Generally yes. Scanning a QR only displays the network credentials and asks if you want to join. The risks come from joining the network itself, not from scanning. As with any public WiFi, avoid sensitive logins and consider a VPN if you handle private work over the connection.

Yes. Any QR scanner app that decodes the WiFi format displays the SSID and password as plain text. This is by design, because the phone reads those exact fields to join the network. If a QR will be visible to people you do not trust, it should be generated from a guest network rather than your main private network.

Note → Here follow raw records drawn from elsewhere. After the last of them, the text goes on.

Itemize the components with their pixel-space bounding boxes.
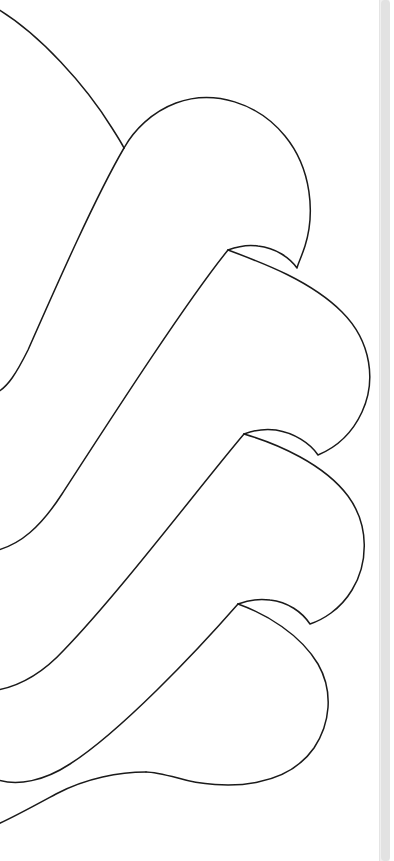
petal-6-lower-edge [0, 772, 146, 824]
petal-5-outline [146, 604, 328, 785]
petal-2-lower-sweep [0, 148, 124, 392]
petal-5-lower-sweep [0, 604, 238, 782]
petal-3-outline [228, 250, 370, 455]
petal-1-outer-arc [0, 8, 124, 148]
petal-4-outline [238, 434, 364, 624]
vertical-scrollbar-track[interactable] [379, 0, 390, 861]
vertical-scrollbar-thumb[interactable] [381, 0, 390, 861]
page-right-gutter [379, 0, 394, 861]
artwork-canvas-viewport[interactable] [0, 0, 379, 861]
petal-3-lower-sweep [0, 250, 228, 550]
petal-4-lower-sweep [0, 434, 244, 690]
petal-2-outline [124, 98, 310, 268]
app-window: Line Art Viewer Zoomed fan of five overl… [0, 0, 394, 861]
petal-line-drawing [0, 0, 379, 861]
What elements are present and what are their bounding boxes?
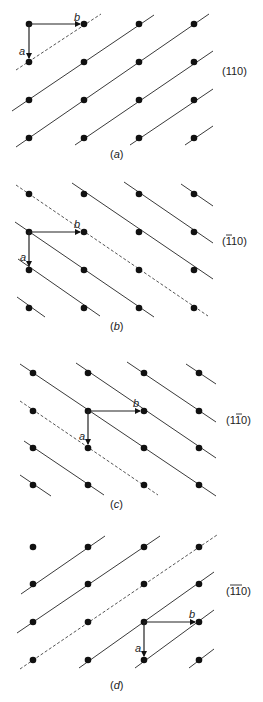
panel-d: b a (110) (d) [17,535,251,691]
vector-b-label: b [74,11,80,23]
lattice-plane [127,362,216,422]
atom [191,229,198,236]
miller-index-label: (110) [226,414,251,426]
atom [26,135,33,142]
atom [196,370,203,377]
lattice-planes [12,14,213,147]
atom [30,619,37,626]
atom [85,657,92,664]
lattice-plane [185,126,213,145]
atom [136,135,143,142]
atom [85,370,92,377]
atom [26,191,33,198]
atom [191,135,198,142]
atom [141,445,148,452]
atom [136,191,143,198]
panel-caption: (c) [110,498,123,510]
panel-b: b a (110) (b) [15,182,247,332]
panel-caption: (a) [110,148,123,160]
atom [136,59,143,66]
atom [196,482,203,489]
atom [30,445,37,452]
atom [141,581,148,588]
atom [191,21,198,28]
lattice-plane [16,14,209,147]
panel-c: b a (110) (c) [20,362,251,510]
atom [81,267,88,274]
atom [26,305,33,312]
atom [141,482,148,489]
lattice-plane [130,89,213,145]
atom [30,408,37,415]
atom [85,445,92,452]
lattice-planes [20,362,216,496]
panel-a: b a (110) (a) [12,11,247,160]
atom [85,544,92,551]
atom [81,59,88,66]
atom [141,657,148,664]
vector-b-label: b [133,397,139,409]
vector-a-label: a [19,45,25,57]
vector-b-label: b [189,608,195,620]
panel-caption: (b) [110,320,123,332]
atom [136,97,143,104]
atom [26,59,33,66]
reference-plane-dashed [16,185,208,316]
vector-a-label: a [20,251,26,263]
atom [85,581,92,588]
atom [85,482,92,489]
atom [26,97,33,104]
atom [81,97,88,104]
atom [191,267,198,274]
atom [191,59,198,66]
atom [136,305,143,312]
atom [30,657,37,664]
atom [81,21,88,28]
reference-plane-dashed [20,535,217,669]
atom [191,97,198,104]
atom [196,581,203,588]
miller-index-label: (110) [226,585,251,597]
atom [26,267,33,274]
lattice-planes [17,535,217,669]
lattice-plane [20,364,216,496]
atom [196,619,203,626]
atom [85,619,92,626]
atom [136,229,143,236]
lattice-planes-figure: b a (110) (a) [0,0,263,702]
atom [141,408,148,415]
atom [30,370,37,377]
atom [196,657,203,664]
atom [141,370,148,377]
vector-a-label: a [79,430,85,442]
atom [81,191,88,198]
miller-index-label: (110) [222,235,247,247]
atom [30,482,37,489]
atom [81,229,88,236]
miller-index-label: (110) [222,65,247,77]
vector-b-label: b [74,218,80,230]
atom [81,305,88,312]
atom [191,305,198,312]
atom [196,408,203,415]
atom [136,21,143,28]
atom [136,267,143,274]
atom [30,581,37,588]
lattice-planes [15,182,213,317]
vector-a-label: a [135,642,141,654]
atom [191,191,198,198]
atom [196,544,203,551]
atom [30,544,37,551]
atom [81,135,88,142]
atom [141,544,148,551]
panel-caption: (d) [110,679,123,691]
atom [196,445,203,452]
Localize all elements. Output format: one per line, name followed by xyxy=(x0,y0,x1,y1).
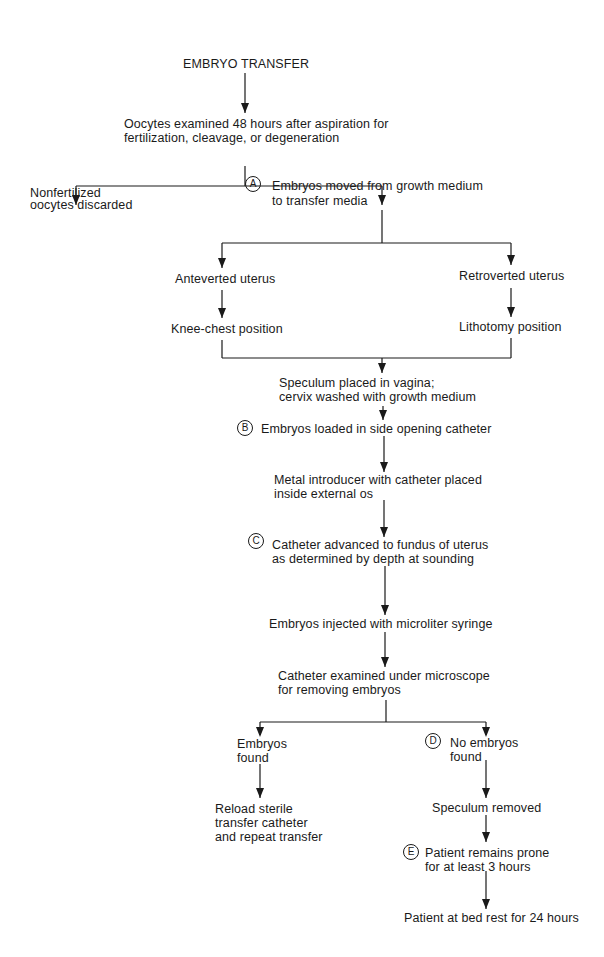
node-prone-line2: for at least 3 hours xyxy=(425,860,531,875)
node-introducer-line2: inside external os xyxy=(274,487,373,502)
node-speculum-line1: Speculum placed in vagina; xyxy=(279,376,434,391)
node-prone-line1: Patient remains prone xyxy=(425,846,549,861)
node-reload-line1: Reload sterile xyxy=(215,802,293,817)
node-retroverted: Retroverted uterus xyxy=(459,269,564,284)
node-reload-line2: transfer catheter xyxy=(215,816,308,831)
node-examine-line1: Oocytes examined 48 hours after aspirati… xyxy=(124,117,388,132)
node-reload-line3: and repeat transfer xyxy=(215,830,323,845)
node-discard-line2: oocytes discarded xyxy=(30,198,132,213)
node-introducer-line1: Metal introducer with catheter placed xyxy=(274,473,482,488)
node-anteverted: Anteverted uterus xyxy=(175,272,275,287)
node-speculum-removed: Speculum removed xyxy=(432,801,541,816)
step-badge-c: C xyxy=(248,533,264,549)
flowchart-title: EMBRYO TRANSFER xyxy=(183,57,309,72)
node-inject: Embryos injected with microliter syringe xyxy=(269,617,493,632)
node-speculum-line2: cervix washed with growth medium xyxy=(279,390,476,405)
node-found-line2: found xyxy=(237,751,269,766)
step-badge-d: D xyxy=(425,733,441,749)
step-badge-b: B xyxy=(237,420,253,436)
node-advance-line1: Catheter advanced to fundus of uterus xyxy=(272,538,488,553)
node-load: Embryos loaded in side opening catheter xyxy=(261,422,491,437)
node-check-line1: Catheter examined under microscope xyxy=(278,669,490,684)
node-examine-line2: fertilization, cleavage, or degeneration xyxy=(124,131,339,146)
step-badge-a: A xyxy=(245,176,261,192)
node-move-line2: to transfer media xyxy=(272,194,368,209)
node-knee-chest: Knee-chest position xyxy=(171,322,283,337)
step-badge-e: E xyxy=(403,844,419,860)
node-advance-line2: as determined by depth at sounding xyxy=(272,552,474,567)
node-notfound-line1: No embryos xyxy=(450,736,518,751)
node-move-line1: Embryos moved from growth medium xyxy=(272,179,483,194)
node-notfound-line2: found xyxy=(450,750,482,765)
node-found-line1: Embryos xyxy=(237,737,287,752)
node-lithotomy: Lithotomy position xyxy=(459,320,562,335)
node-check-line2: for removing embryos xyxy=(278,683,401,698)
node-bedrest: Patient at bed rest for 24 hours xyxy=(404,911,579,926)
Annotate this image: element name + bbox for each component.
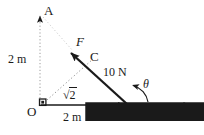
force-vector-symbol-wrap: F <box>76 33 84 49</box>
displacement-vector-symbol-wrap: r <box>113 108 118 124</box>
sqrt-radicand: 2 <box>69 87 77 102</box>
diagonal-length-label: √2 <box>63 86 77 102</box>
vertical-distance-label: 2 m <box>8 53 26 65</box>
angle-label: θ <box>143 78 149 90</box>
displacement-vector-label: r <box>113 108 118 124</box>
physics-vector-diagram: A O B C 2 m 2 m 10 N F r √2 <box>0 0 204 135</box>
point-label-a: A <box>44 4 53 17</box>
vector-overarrow-icon <box>113 108 204 135</box>
a-to-c-dotted-line <box>43 17 73 51</box>
right-angle-marker-dot <box>41 101 44 104</box>
point-label-o: O <box>27 105 36 118</box>
sqrt-expression: √2 <box>63 89 77 101</box>
force-vector-label: F <box>76 33 84 49</box>
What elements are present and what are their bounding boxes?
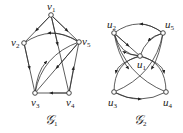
label-v5: v5: [82, 35, 91, 49]
vertex-v2: [22, 41, 27, 46]
label-v4: v4: [66, 96, 75, 110]
label-v1: v1: [47, 0, 56, 14]
arrow-v3-v5: [35, 62, 46, 93]
label-u4: u4: [163, 96, 173, 110]
label-u3: u3: [108, 96, 118, 110]
graph-title-g2: 𝒢2: [134, 112, 147, 128]
label-v3: v3: [31, 96, 40, 110]
graph-g1: v1 v2 v5 v3 v4 𝒢1: [11, 0, 91, 128]
vertex-v4: [67, 91, 72, 96]
edge-u5-u1: [140, 33, 163, 56]
arrow-v1-v4: [51, 15, 58, 44]
label-u2: u2: [107, 18, 117, 32]
arrow-v1-v5: [51, 15, 67, 31]
vertex-v5: [77, 40, 82, 45]
arrow-v1-v2: [37, 15, 52, 30]
graph-title-g1: 𝒢1: [45, 112, 58, 128]
vertex-u5: [161, 31, 166, 36]
label-u5: u5: [165, 18, 175, 32]
label-v2: v2: [11, 36, 20, 50]
vertex-u4: [164, 90, 169, 95]
vertex-u3: [112, 90, 117, 95]
arrow-v2-v3: [24, 43, 30, 68]
diagram-canvas: v1 v2 v5 v3 v4 𝒢1: [0, 0, 183, 133]
vertex-v3: [33, 91, 38, 96]
graph-g2: u2 u5 u1 u3 u4 𝒢2: [107, 18, 175, 128]
arrow-u3-u4: [114, 92, 140, 99]
label-u1: u1: [137, 58, 147, 72]
arrow-u5-u2: [141, 24, 163, 33]
arrow-v4-v5: [69, 68, 74, 93]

Samsung's built-in QR is meant for screen-to-screen sharing. For printing, save the QR as an image using the Save as image option in the share sheet, or use the IMQRScan generator to create a vector SVG suited to print.

Install any free QR scanner from the App Store or Play Store. The WiFi QR format is supported by every major scanner app. "QR Code Reader" and similar names are reliable free choices.

Most laptops cannot scan QR codes from their webcam directly. The practical workarounds are: scan with your phone instead, use macOS Continuity Camera to relay through an iPhone, or take a photo and decode it with a free online QR decoder. For most situations, scanning with a phone is the fastest path.

Want to create a WiFi QR code for your home, cafe, office, or restaurant?